Learning About the Mishkan

One year (Shabbos Parshas Mishpatim 5749/1989), the Rebbe asked that when we learn about the Mishkan in Chumash (in Parshas Terumah, Tetzaveh and the beginning of Ki Sisa), in addition to learning Rashi, we should also learn what the Gemara and Torah Shebaal Peh explains on these pesukim.

By learning more about the Mishkan (which is the basis for the Beis Hamikdash which was later built) it will bring Hashem to build the Beis Hamikdash Hashlishi much faster!

We will learn an explanation from the Rebbe about how the Aron connects the Mishkan and each Beis Hamikdash together, and makes them last forever!

In today’s Chumash, we learn about the Aron.

Even though the Beis Hamikdash was destroyed, the Aron was NOT destroyed!

When Shlomo Hamelech built the Beis Hamikdash, he knew the Beis Hamikdash would later be destroyed. He had tunnels built underground to hide the Aron in! Later, King Yoshiyahu moved the Aron there to keep it safe, under the Beis Hamikdash.

That way, the same Aron that was in the Mishkan was there during the time of the first and second Beis Hamikdash, and will be brought out again to be part of the third Beis Hamikdash!

Since this important part of the Beis Hamikdash is always there, the Beis Hamikdash was never completely destroyed.

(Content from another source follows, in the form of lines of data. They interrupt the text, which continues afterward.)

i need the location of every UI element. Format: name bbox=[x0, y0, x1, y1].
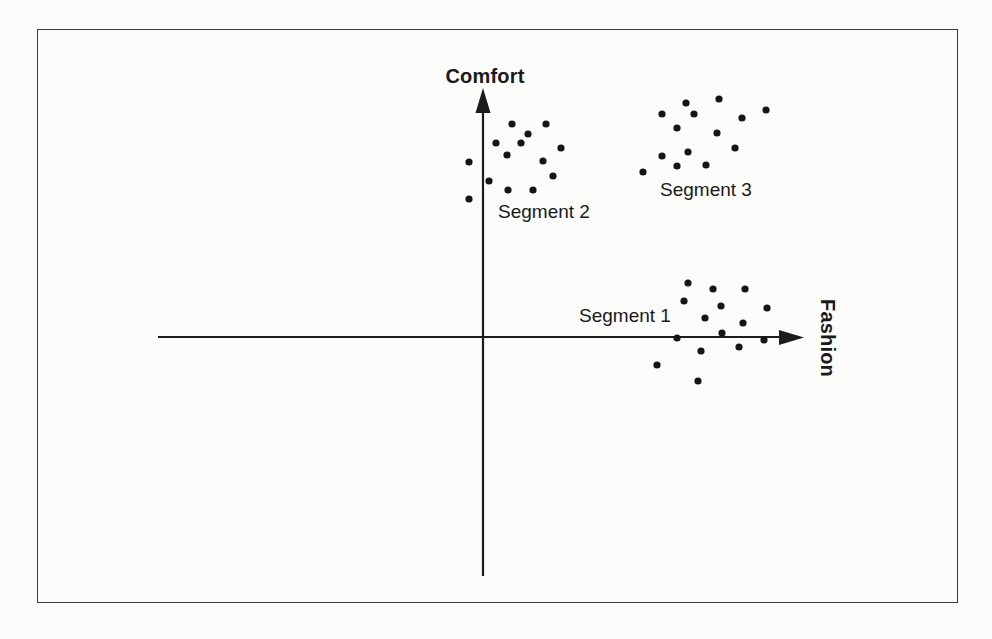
data-point bbox=[738, 114, 745, 121]
data-point bbox=[739, 319, 746, 326]
data-point bbox=[465, 158, 472, 165]
data-point bbox=[713, 129, 720, 136]
data-point bbox=[508, 120, 515, 127]
data-point bbox=[639, 168, 646, 175]
data-point bbox=[709, 285, 716, 292]
data-point bbox=[763, 304, 770, 311]
data-point bbox=[529, 186, 536, 193]
data-point bbox=[702, 161, 709, 168]
data-point bbox=[731, 144, 738, 151]
data-point bbox=[504, 186, 511, 193]
data-point bbox=[557, 144, 564, 151]
x-axis-arrowhead-icon bbox=[779, 330, 804, 345]
data-point bbox=[701, 314, 708, 321]
data-point bbox=[718, 329, 725, 336]
data-point bbox=[517, 139, 524, 146]
data-point bbox=[673, 334, 680, 341]
data-point bbox=[760, 336, 767, 343]
data-point bbox=[485, 177, 492, 184]
data-point bbox=[684, 148, 691, 155]
data-point bbox=[549, 172, 556, 179]
data-point bbox=[542, 120, 549, 127]
data-point bbox=[503, 151, 510, 158]
data-point bbox=[658, 110, 665, 117]
data-point bbox=[741, 285, 748, 292]
perceptual-map-chart bbox=[0, 0, 992, 639]
data-point bbox=[465, 195, 472, 202]
data-point bbox=[717, 302, 724, 309]
data-point bbox=[680, 297, 687, 304]
data-point bbox=[524, 130, 531, 137]
data-point bbox=[492, 139, 499, 146]
x-axis-label: Fashion bbox=[816, 299, 839, 377]
data-point bbox=[697, 347, 704, 354]
data-point bbox=[762, 106, 769, 113]
data-point bbox=[735, 343, 742, 350]
segment-3-label: Segment 3 bbox=[660, 179, 752, 201]
segment-2-label: Segment 2 bbox=[498, 201, 590, 223]
y-axis-arrowhead-icon bbox=[476, 88, 491, 113]
data-point bbox=[694, 377, 701, 384]
scatter-points bbox=[465, 95, 770, 384]
axes bbox=[158, 88, 804, 576]
data-point bbox=[673, 124, 680, 131]
data-point bbox=[684, 279, 691, 286]
data-point bbox=[682, 99, 689, 106]
data-point bbox=[539, 157, 546, 164]
data-point bbox=[690, 110, 697, 117]
data-point bbox=[715, 95, 722, 102]
data-point bbox=[673, 162, 680, 169]
segment-1-label: Segment 1 bbox=[579, 305, 671, 327]
data-point bbox=[658, 152, 665, 159]
data-point bbox=[653, 361, 660, 368]
y-axis-label: Comfort bbox=[445, 65, 524, 88]
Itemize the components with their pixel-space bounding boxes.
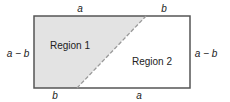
region-1-label: Region 1 [50, 40, 90, 51]
bottom-right-edge-label: a [136, 90, 142, 101]
bottom-left-edge-label: b [52, 90, 58, 101]
region-2-label: Region 2 [132, 56, 172, 67]
rectangle-partition-diagram: Region 1 Region 2 a b b a a − b a − b [0, 0, 230, 102]
top-right-edge-label: b [161, 3, 167, 14]
region-1-shape [34, 16, 146, 88]
top-left-edge-label: a [77, 3, 83, 14]
right-edge-label: a − b [195, 48, 218, 59]
left-edge-label: a − b [7, 48, 30, 59]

And since the same Aron was there for each Beis Hamikdash, they are all connected!

This is similar to the Luz bone that every person has, one of the bones in a person that is impossible to destroy! Even after a person passes away, the Luz bone stays. From this bone, Hashem will rebuild the person at the time of Techiyas Hameisim! The Aron is like the Luz bone of the Beis Hamikdash — Hashem will rebuild the Beis Hamikdash around the Aron, which was never destroyed!